Using your metaphor, it would be like training AI on hundreds of excel spreadsheets that were sorted by race. The AI learns this and starts doing it too.
This touches on one of the huge ethical questions with regulating AI. If you are discriminated against in a job hunt by an AI, who’s fault is that? The AI is just doing what it’s taught. The company is just doing what the AI said. The AI developers are just giving it previous hiring data. If the previous hiring data is racist or sexist or whatever you can’t retroactively correct that. This is exactly why we need to regulate AI not just its deployment.

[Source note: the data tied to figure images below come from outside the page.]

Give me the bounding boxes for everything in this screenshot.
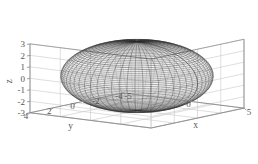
y-axis-title: y <box>68 121 73 131</box>
ytick-label: -2 <box>92 96 100 106</box>
ytick-label: 0 <box>70 101 75 111</box>
ztick-label: 3 <box>21 39 26 49</box>
xtick-label: -5 <box>124 91 132 101</box>
ytick-label: -4 <box>115 91 123 101</box>
ztick-label: 1 <box>21 62 26 72</box>
ytick-label: 2 <box>47 106 52 116</box>
ztick-label: 0 <box>21 74 26 84</box>
figure-canvas: 3210-1-2-3420-2-4-505 zyx <box>0 0 258 164</box>
xtick-label: 5 <box>247 107 252 117</box>
x-axis-title: x <box>193 120 198 130</box>
ztick-label: -1 <box>18 85 26 95</box>
3d-surface-plot: 3210-1-2-3420-2-4-505 zyx <box>0 0 258 164</box>
ztick-label: 2 <box>21 51 26 61</box>
z-axis-title: z <box>4 79 14 83</box>
ytick-label: 4 <box>24 111 29 121</box>
ztick-label: -2 <box>18 97 26 107</box>
xtick-label: 0 <box>186 99 191 109</box>
plot-background <box>0 0 258 164</box>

The “AI” is simply a program used to filter data. Whose fault is it if using it causes problems? The nitwits who choose to use these programs and trust the results without understanding the limitations.

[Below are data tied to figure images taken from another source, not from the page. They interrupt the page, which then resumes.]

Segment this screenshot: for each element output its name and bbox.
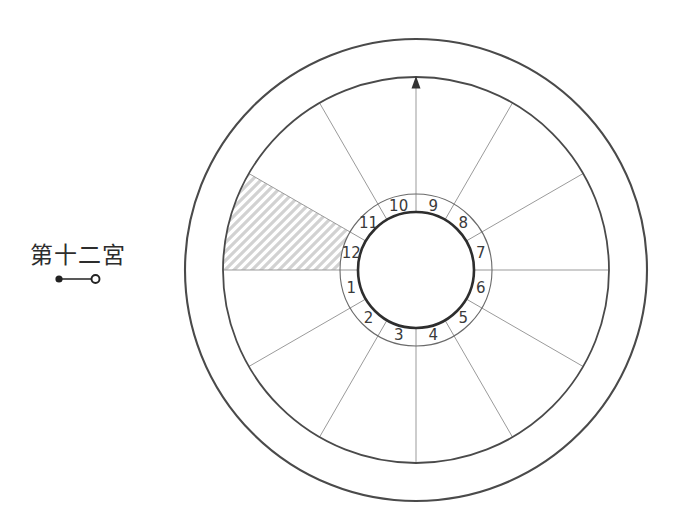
number-ring-tick: [378, 320, 387, 336]
number-ring-tick: [466, 232, 482, 241]
house-number: 9: [429, 197, 439, 215]
house-number: 11: [359, 214, 378, 232]
house-number: 8: [459, 214, 469, 232]
house-number: 12: [342, 244, 361, 262]
house-cusp-line: [320, 336, 379, 437]
number-ring-tick: [350, 232, 366, 241]
house-cusp-line: [482, 308, 583, 367]
house-cusp-line: [249, 308, 350, 367]
house-number: 1: [347, 279, 357, 297]
house-number: 10: [389, 197, 408, 215]
number-ring-tick: [378, 204, 387, 220]
house-wheel-diagram: 123456789101112: [0, 0, 676, 532]
number-ring-tick: [466, 299, 482, 308]
scanned-diagram-page: 第十二宮 123456789101112: [0, 0, 676, 532]
number-ring-tick: [350, 299, 366, 308]
house-number: 3: [394, 326, 404, 344]
number-ring-tick: [445, 320, 454, 336]
house-cusp-line: [320, 103, 379, 204]
house-number: 5: [459, 309, 469, 327]
house-number: 6: [476, 279, 486, 297]
house-number: 7: [476, 244, 486, 262]
house-number: 2: [364, 309, 374, 327]
house-cusp-line: [482, 174, 583, 233]
house-number: 4: [429, 326, 439, 344]
house-cusp-line: [454, 336, 513, 437]
house-cusp-line: [454, 103, 513, 204]
number-ring-tick: [445, 204, 454, 220]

The "guns don't kill people, people kill people" argument, eh?
Not really the most precise analogy, but sure. Individuals and companies are responsible for actions, not inanimate objects. However, that line of thinking is used as an argument against gun regulations. “AI” is a much broader field and more general tool than a firearm, and also newer and less well understood. People seem to be on average confused by the hype and unclear on what these systems can do well, or not, and what are appropriate uses. I’d hate to see legislators who know barely anything about technology write laws to restrict it prematurely, or more likely, adopt laws written directly by companies and industry groups who could have various hidden motives. For example we have seen both Sam Altman and Musk mention restricting AI research, and in both cases, the real motive seemed to be not safety but obtaining an advantage for their own companies.
For now, I agree with the other poster who said existing laws are sufficient. If a company was to discriminate in hiring, it doesn’t matter whether they used a special program to make the decisions or not.